Thursday, August 30, 2018

Riemer advances zoning scheme that would quadruple MCPS overcrowding

Montgomery County Council President Hans Riemer is quietly advancing his long-term scheme to implode zoning in single-family home neighborhoods in the County, when the Council returns from its endless summer of idle vacation. On Tuesday, September 11, 2018, a public hearing will be held on a bill to loosen the approval process of accessory apartments in the County. The proposed changes will weaken protections regarding street parking for existing homeowners, speed the approval process for accessory apartments in residential neighborhoods, and greatly reduce the opportunity for public input and objections to accessory apartments in your neighborhood.

What is Riemer's goal in expanding the number of accessory apartments in established SFH suburban neighborhoods? His plan is to subdivide every existing SFH lot in the County into 4 new housing units. Riemer has been caught on Facebook discussing his plans to allow every SFH lot to be rezoned for duplexes. Each of those duplexes would then be allowed to have an accessory apartment.

Accessory apartments have been sold to the public with the idea of one person living in a rental room, or as "granny pods," for families who apparently can't stand to be inside the same home with Grandma in her declining years. How heartwarming. In reality, the County's accessory apartment code - and the new language - openly acknowledges there could be children in these accessory units.

So each lot could ultimately have two new homes with families, and each of their accessory units could generate additional students for Montgomery County Public Schools. A potential of four families on each site that today can hold only one. Importantly, Riemer's duplex and accessory apartment scheme does not, to this point, provide any new funding to cover the surge in school construction costs it would cause. Kind of like the sector plans Riemer voted to approve, come to think of it.

Like many housing schemes advanced by Riemer, his developer sugar daddies, and his developer-funded Greater Greater Washington fellow travelers, the duplex/accessory apartment gimmick is presented under the banner of "affordable housing." But like all of the other schemes, that promise is false. After two decades of unrestrained development, with a brief Great Recession pause, home prices and rents in Montgomery County have increased, not decreased.
Riemer has made no secret of his
contempt for Montgomery County's
suburban and rural character
The duplexes proposed by Riemer would not be any more affordable than the existing large houses on those suburban lots. If townhomes in those neighborhoods currently sell for over $1,000,000, what do you imagine a larger, new-construction duplex home would go for in 20816? Certainly not for the "affordable" price that Riemer and GGW would ask you to believe.

Embarrassingly, carpetbagger Riemer was unaware that duplexes are already scattered around the County in places like Rockville, Layhill and Glenmont. They are not a new idea at all, but are now non-compliant structures not permitted in SFH neighborhoods, much like high-rises that were built in low-rise areas in the County's past Wild West zoning era. 

Riemer apparently is still closing his ears to his constituents' anger over overcrowded schools and congested roads. Instead of advancing plans to require tighter staging or higher impact taxes, Riemer is finding new ways to increase crowding. This fall, accessory apartments. Next Council term, duplexes.

Wednesday, August 1, 2018

Montgomery County murders, gang-related crime spiking again in 2018

Massive 72% surge
in violent
gang-related crime;
"Most alarming"
53% jump in 
rape cases

Montgomery County's soft-on-crime County Council continues to have real consequences for victims of crime and gangs in our community. The latest statistics show that, after a 31% spike in murders last year, there have already been more homicides in 2018 than at this time of the year in 2017. That represents a 10% increase in murders this year on top of the 31% increase last year.
COUNTY COUNCIL
Gang related robberies have increased by 36% in 2018, and gang-related assaults have shot up 43% this year. There have been 247 reported cases of rape as of June 30, compared to only 161 by the same point in 2017 - a shocking 53% increase, which Montgomery County Police Chief Tom Manger called "most alarming" in his testimony before the Council Public Safety Committee on July 23.

Despite recent passage of "common sense gun laws" in Maryland, weapons violations are up 6% in 2018. And even after the Council loosened marijuana laws in 2014, marijuana violations are up 11% this year. Drug offenses are up 7.4% overall so far this year. There has also been an increase in human trafficking and kidnappings.

Assaults are up 3.3% in 2018. That increase was driven by an "uptick in gang activity," Assistant Police Chief Russ Hamill told the committee. The department released a list of unsurprising hot spots of gang activity in the County, with Gaithersburg and Montgomery Village being the hardest hit areas. Cider Mill and Lakeforest Mall are being worked overtime by MS-13, and the Hittsquad and L3 gangs.

MS-13 continues to dominate in the Wheaton and Piney Branch areas of the County; an MS-13 "destroyer house" was discovered on University Boulevard last year. "One Way Hustle" is now the dominant gang in Germantown, and Silver Spring is beset by multiple gangs, according to the Council staff report.

Violent gang-related crime is up an astonishing 72% in 2018, a clear failure of the County Council's weak 2017 anti-gang initiative.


- **WORK TO BE COMPLETED**: Only the lines holding "Related" are wanted. Copy every one from the records below.

- **Records from a dataset**:
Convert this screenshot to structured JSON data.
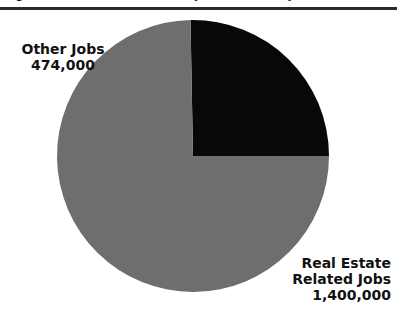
{
  "figure": {
    "title_clipped": "Figure 2. Real Estate Related Jobs vs. Other Jobs",
    "background_color": "#ffffff",
    "rule_color": "#2a2a2a"
  },
  "labels": {
    "other": {
      "name": "Other Jobs",
      "value": "474,000"
    },
    "real_estate": {
      "name_line1": "Real Estate",
      "name_line2": "Related Jobs",
      "value": "1,400,000"
    }
  },
  "chart_data": {
    "type": "pie",
    "title": "Figure 2. Real Estate Related Jobs vs. Other Jobs",
    "xlabel": "",
    "ylabel": "",
    "legend_position": "none",
    "grid": false,
    "start_angle_deg": 0,
    "direction": "counterclockwise",
    "categories": [
      "Other Jobs",
      "Real Estate Related Jobs"
    ],
    "values": [
      474000,
      1400000
    ],
    "value_labels": [
      "474,000",
      "1,400,000"
    ],
    "percentages": [
      25.0,
      75.0
    ],
    "colors": [
      "#080808",
      "#6e6e6e"
    ],
    "slices": [
      {
        "label": "Other Jobs",
        "value": 474000,
        "value_label": "474,000",
        "percent": 25.0,
        "color": "#080808",
        "start_deg": 90,
        "end_deg": 180
      },
      {
        "label": "Real Estate Related Jobs",
        "value": 1400000,
        "value_label": "1,400,000",
        "percent": 75.0,
        "color": "#6e6e6e",
        "start_deg": 180,
        "end_deg": 450
      }
    ]
  }
}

- **EXERCISE SOLUTION**:
    "title_clipped": "Figure 2. Real Estate Related Jobs vs. Other Jobs",
      "name_line2": "Related Jobs",
    "title": "Figure 2. Real Estate Related Jobs vs. Other Jobs",
      "Real Estate Related Jobs"
        "label": "Real Estate Related Jobs",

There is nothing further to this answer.